Guile and C++
Dear Guile-users, I am wondering what the best way is to connect Guile with C++ code. I notice that several large programs use Guile in this way (TeXmacs and LilyPond), so it seems that it is possible to do it, and it works well enough that you can write a large, functioning program with it. However, I don't see any mention of it in the Guile documentation. Does Guile come with the ability to use C++ code, or should I plan on writing C wrappers for any functions I want to use? (I'm planning on using Guile 2.0, if that makes a difference.) Thank you Noah Lavine
Re: Guile and C++
Dear Noah, there are no inherent problems with mixing Guile, C, C++, guile (MS windows, LINUX,GNUStep,X11) Depends on how you order your includes, which OS you use, version conflicts etc. Using scoping rules to the fullest you can pretty much mix it up as you like. obj. -- From: "Noah Lavine" Sent: Thursday, May 13, 2010 8:53 PM To: Subject: Guile and C++ Dear Guile-users, I am wondering what the best way is to connect Guile with C++ code. I notice that several large programs use Guile in this way (TeXmacs and LilyPond), so it seems that it is possible to do it, and it works well enough that you can write a large, functioning program with it. However, I don't see any mention of it in the Guile documentation. Does Guile come with the ability to use C++ code, or should I plan on writing C wrappers for any functions I want to use? (I'm planning on using Guile 2.0, if that makes a difference.) Thank you Noah Lavine
Re: Guile and C++
Thanks a lot.
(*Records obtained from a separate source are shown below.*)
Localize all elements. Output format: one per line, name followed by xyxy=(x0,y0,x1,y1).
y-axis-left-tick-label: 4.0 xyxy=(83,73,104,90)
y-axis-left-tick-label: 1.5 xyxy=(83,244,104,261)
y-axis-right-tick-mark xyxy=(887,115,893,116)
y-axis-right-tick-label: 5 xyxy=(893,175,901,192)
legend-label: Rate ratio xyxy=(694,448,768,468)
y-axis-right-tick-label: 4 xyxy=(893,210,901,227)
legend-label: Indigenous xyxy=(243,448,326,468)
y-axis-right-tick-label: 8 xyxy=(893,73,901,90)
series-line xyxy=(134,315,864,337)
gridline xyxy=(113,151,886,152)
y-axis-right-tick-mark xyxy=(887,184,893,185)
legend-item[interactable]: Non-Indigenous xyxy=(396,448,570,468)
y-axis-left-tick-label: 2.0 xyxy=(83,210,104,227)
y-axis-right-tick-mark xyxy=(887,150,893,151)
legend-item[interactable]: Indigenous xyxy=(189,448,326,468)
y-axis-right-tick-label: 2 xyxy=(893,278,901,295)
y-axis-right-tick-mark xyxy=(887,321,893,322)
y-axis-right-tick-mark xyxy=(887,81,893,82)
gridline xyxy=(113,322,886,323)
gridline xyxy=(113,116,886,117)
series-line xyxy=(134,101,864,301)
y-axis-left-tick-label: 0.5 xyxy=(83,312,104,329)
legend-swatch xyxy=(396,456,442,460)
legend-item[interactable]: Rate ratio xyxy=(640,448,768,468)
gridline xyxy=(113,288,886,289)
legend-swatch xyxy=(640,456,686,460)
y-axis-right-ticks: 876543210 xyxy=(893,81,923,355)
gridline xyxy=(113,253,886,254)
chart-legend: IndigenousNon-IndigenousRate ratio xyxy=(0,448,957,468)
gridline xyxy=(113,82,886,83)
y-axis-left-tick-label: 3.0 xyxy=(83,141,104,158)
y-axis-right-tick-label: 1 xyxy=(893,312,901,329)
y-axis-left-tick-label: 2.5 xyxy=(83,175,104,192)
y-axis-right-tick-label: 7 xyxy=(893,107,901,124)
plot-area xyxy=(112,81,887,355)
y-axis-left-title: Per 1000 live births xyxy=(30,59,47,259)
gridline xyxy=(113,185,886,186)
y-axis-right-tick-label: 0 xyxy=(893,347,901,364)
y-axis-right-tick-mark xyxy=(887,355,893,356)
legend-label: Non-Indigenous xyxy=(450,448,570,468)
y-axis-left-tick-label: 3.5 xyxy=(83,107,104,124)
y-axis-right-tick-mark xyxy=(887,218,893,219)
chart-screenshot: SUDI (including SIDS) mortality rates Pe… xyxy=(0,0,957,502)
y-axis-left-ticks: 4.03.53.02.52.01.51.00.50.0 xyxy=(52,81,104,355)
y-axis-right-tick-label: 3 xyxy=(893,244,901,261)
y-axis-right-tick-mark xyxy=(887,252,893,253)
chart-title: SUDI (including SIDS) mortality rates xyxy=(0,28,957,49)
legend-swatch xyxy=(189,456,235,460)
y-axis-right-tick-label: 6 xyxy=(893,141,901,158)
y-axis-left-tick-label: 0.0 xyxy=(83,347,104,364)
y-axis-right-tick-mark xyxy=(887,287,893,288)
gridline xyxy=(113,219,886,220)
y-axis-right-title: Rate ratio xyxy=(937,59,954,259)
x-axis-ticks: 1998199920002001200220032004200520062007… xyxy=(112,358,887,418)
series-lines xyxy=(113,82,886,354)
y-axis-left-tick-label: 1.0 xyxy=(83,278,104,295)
How would this work if I wanted to not run Guile embedded in a C++ program, but instead load the C++ code at runtime from a regular Guile interpreter? (This could use either the libffi binding or the regular Guile ones.) Thank you Noah On Fri, May 14, 2010 at 3:54 PM, objc wrote: > Dear Noah, > > there are no inherent problems with mixing Guile, C, C++, guile (MS > windows, LINUX,GNUStep,X11) > Depends on how you order your includes, which OS you use, version conflicts > etc. > Using scoping rules to the fullest you can pretty much mix it up as you > like. > > obj. > > -- > From: "Noah Lavine" > Sent: Thursday, May 13, 2010 8:53 PM > To: > Subject: Guile and C++ > >> Dear Guile-users, >> >> I am wondering what the best way is to connect Guile with C++ code. I >> notice that several large programs use Guile in this way (TeXmacs and >> LilyPond), so it seems that it is possible to do it, and it works well >> enough that you can write a large, functioning program with it. >> However, I don't see any mention of it in the Guile documentation. >> Does Guile come with the ability to use C++ code, or should I plan on >> writing C wrappers for any functions I want to use? (I'm planning on >> using Guile 2.0, if that makes a difference.) >> >> Thank you >> Noah Lavine >> >> >
Re: Guile and C++
On 14 May 2010, at 22:05, Noah Lavine wrote: How would this work if I wanted to not run Guile embedded in a C++ program, but instead load the C++ code at runtime from a regular Guile interpreter? (This could use either the libffi binding or the regular Guile ones.) Since Guile is written in C, formally according to the C++ standard, you can only load Guile from C++ code, and not the opposite. So main() must be C++. GCC though has integrated C and C++ fully, it seems. So you can call C+ + from C code, but the latter do not implement C++ exception stacks, and may not call C++ initialization function properly (I haven't checked). It means that throwing and catching exceptions within C++ functions called from C seems to work fine, but if one tries to pass it through a C function, the program will throw a terminate exception. Hans
Re: Strange behavior with delayed objects
OK, I have found a solution. The point is that in section 4.2.2 of R5RS it is explicitly stated that mutually recursive defines must not refer to those variables. The solution is thus to wrap the defines in (lambda () ...)s. (define (solve f y0 dt) (define (y) (integral (delay (dy)) y0 dt)) (define (dy) (stream-map f (y))) (y)) (debug-set! stack 200) (stream-ref (solve (lambda (x) x) 1 0.001) 1000) will produce the correct answer. The downside is that the function calls will be wrapped recursively which necessitates increasing the stack size. Plus, it's much slower this way. But it works. -- View this message in context: http://old.nabble.com/Strange-behavior-with-delayed-objects-tp28443452p28564620.html Sent from the Gnu - Guile - User mailing list archive at Nabble.com.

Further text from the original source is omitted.